Attacks on wages and the trade unions, defence of profits and unemployment, bringing back health charges and now, again, a colour bar law. Thus, one by one, Labour abandons its old principles, partly under pressure from capitalism, but partly also from a desire to stay in office. While economics has been responsible for the failure of Labour’s futile attempts to make capitalism work in the interests of all, politics is behind this, their second, capitulation to colour prejudice. For, as they themselves pointed out in 1962, if anything economics demands free immigration: there is a relative labour shortage in Britain which could delay expansion. (….)
On February 22 Home Secretary Callaghan announced Labour’s Bill to stop the Kenya Asians. These unfortunate people were holders of British passports so the Bill had to provide for the extension of the immigration colour bar from Commonwealth to British citizens. (….)
Extending the colour bar to British citizens abroad needed careful drafting to avoid keeping out “white” as well as “coloured” people.

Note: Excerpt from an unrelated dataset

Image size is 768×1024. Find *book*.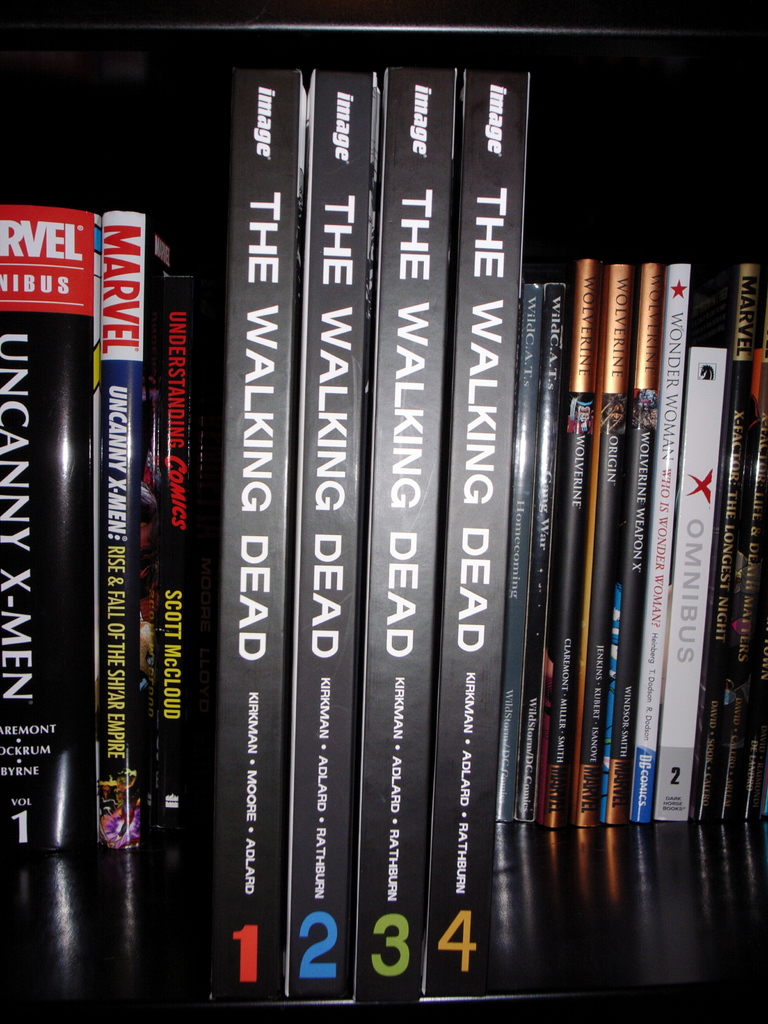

In the end Labour found a solution that only those whose father or father’s father were born in Britain would from now on have free entry into Britain. One lawyer, writing in New Society (29 February) commented:
“Each lawyer will recognise the finger print of the formula that has been evolved: it is designed to draw a racial distinction by finding a dividing line which approximates to the racial division yet is capable of expression in words which make no specific reference to race.”

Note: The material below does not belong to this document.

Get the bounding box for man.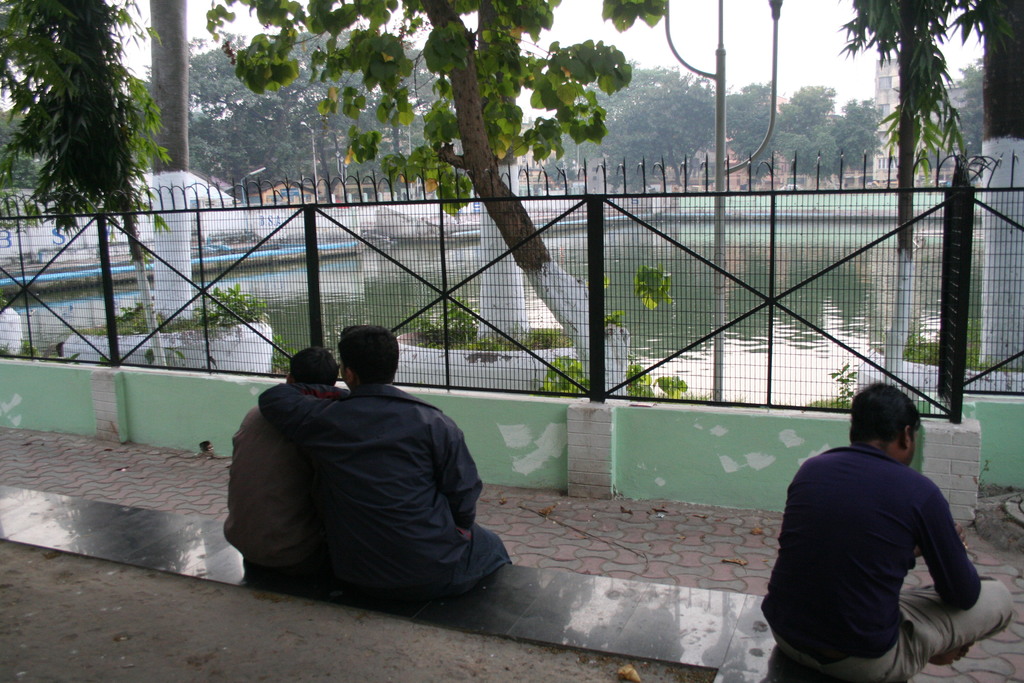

The Socialist Party, basing its principles on the fact that workers the world over have a common interest, is opposed to all racialism and to all nationalism. We are opposed to all legislation to prevent the free movement of workers, whether in search of jobs or fleeing from oppression. We denounce the Labour Party’s new race law as a shameful sell-out to colour prejudice. Let them never dare speak of the brotherhood of man again!